Performance analysis modes

Beyond the standard currency-amount view, the financial summary offers two supplementary display modes that make trends and cost ratios immediately visible without needing to export to a spreadsheet.

Growth Trend mode

Growth Trend mode adds a badge to each row showing the percentage change versus the equivalent previous period. If your selected range is a single month, the comparison period is the preceding month. If you've selected 90 days, it compares against the prior 90-day window.

Hover over any badge to see the current period value, the previous period value, and the pound difference alongside the percentage. Useful for spotting fee creep or a revenue dip before it becomes material.

Revenue Ratio mode

Revenue Ratio mode shows each line as a percentage of total net revenue for the period. If your net sales were £10,000 and FBA fees totalled £1,800, the FBA fees row shows 18%. This makes cost-structure comparisons across periods or marketplaces intuitive — you're looking at proportions, not absolutes, so scale differences don't distort the picture.

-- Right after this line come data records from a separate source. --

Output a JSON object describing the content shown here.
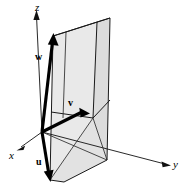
{
  "figure": {
    "background_color": "#ffffff",
    "edge_color": "#1a1a1a",
    "vector_color": "#000000",
    "face_color_light": "#e8e8e8",
    "face_color_mid": "#dedede",
    "face_color_dark": "#d2d2d2"
  },
  "axes": [
    {
      "key": "x",
      "label": "x",
      "style": "italic",
      "x": 11,
      "y": 151
    },
    {
      "key": "y",
      "label": "y",
      "style": "italic",
      "x": 173,
      "y": 160
    },
    {
      "key": "z",
      "label": "z",
      "style": "italic",
      "x": 35,
      "y": 2
    }
  ],
  "vectors": [
    {
      "key": "u",
      "label": "u",
      "style": "bold",
      "x": 36,
      "y": 157
    },
    {
      "key": "v",
      "label": "v",
      "style": "bold",
      "x": 68,
      "y": 98
    },
    {
      "key": "w",
      "label": "w",
      "style": "bold",
      "x": 36,
      "y": 52
    }
  ],
  "geometry": {
    "origin": {
      "x": 42,
      "y": 132
    },
    "z_axis_tip": {
      "x": 36,
      "y": 12
    },
    "x_axis_tip": {
      "x": 16,
      "y": 150
    },
    "y_axis_tip": {
      "x": 170,
      "y": 165
    },
    "u_tip": {
      "x": 50,
      "y": 180
    },
    "v_tip": {
      "x": 88,
      "y": 114
    },
    "w_tip": {
      "x": 53,
      "y": 36
    }
  }
}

When revenue is zero (no settlements in the period), ratio values display as 0% or a dash rather than an error.

Only one percentage mode can be active at a time — switching to Growth Trend hides Revenue Ratio values, and vice versa. Switching back to Default removes both percentage overlays. The selected mode persists as you move between the Summary and VAT Audit tabs.

When to use each mode

ModeBest for
Default (amounts only)Month-end reconciliation, Xero cross-checking, providing raw figures to your accountant.
Growth TrendSpotting whether revenue is growing or declining period-on-period; identifying fee categories that are increasing faster than sales.
Revenue RatioUnderstanding what proportion of revenue each cost consumes; comparing cost structure across quarters or against benchmarks.

Selecting your date range

Both analytics pages default to the current calendar month. Use the date picker to choose any custom range — UK VAT quarters are typically January–March, April–June, July–September, October–December, though your quarter start may differ if HMRC granted a non-standard quarter.

Dates are matched against each settlement's end date (when Amazon closed the disbursement period), not the deposit date. A settlement whose period ended on 30 June is included in a June query even if the deposit didn't clear until 2 July. This matches how TrueBooks dates Xero invoices, so the analytics and Xero agree on which period a settlement belongs to.

Exporting

Both the VAT Audit and financial summary have a Download CSV button. The CSV contains one row per category per tax rate, with the same gross/tax/net columns as the on-screen view. It's formatted for straightforward import into a spreadsheet or attachment to an accountant email — no reformatting required.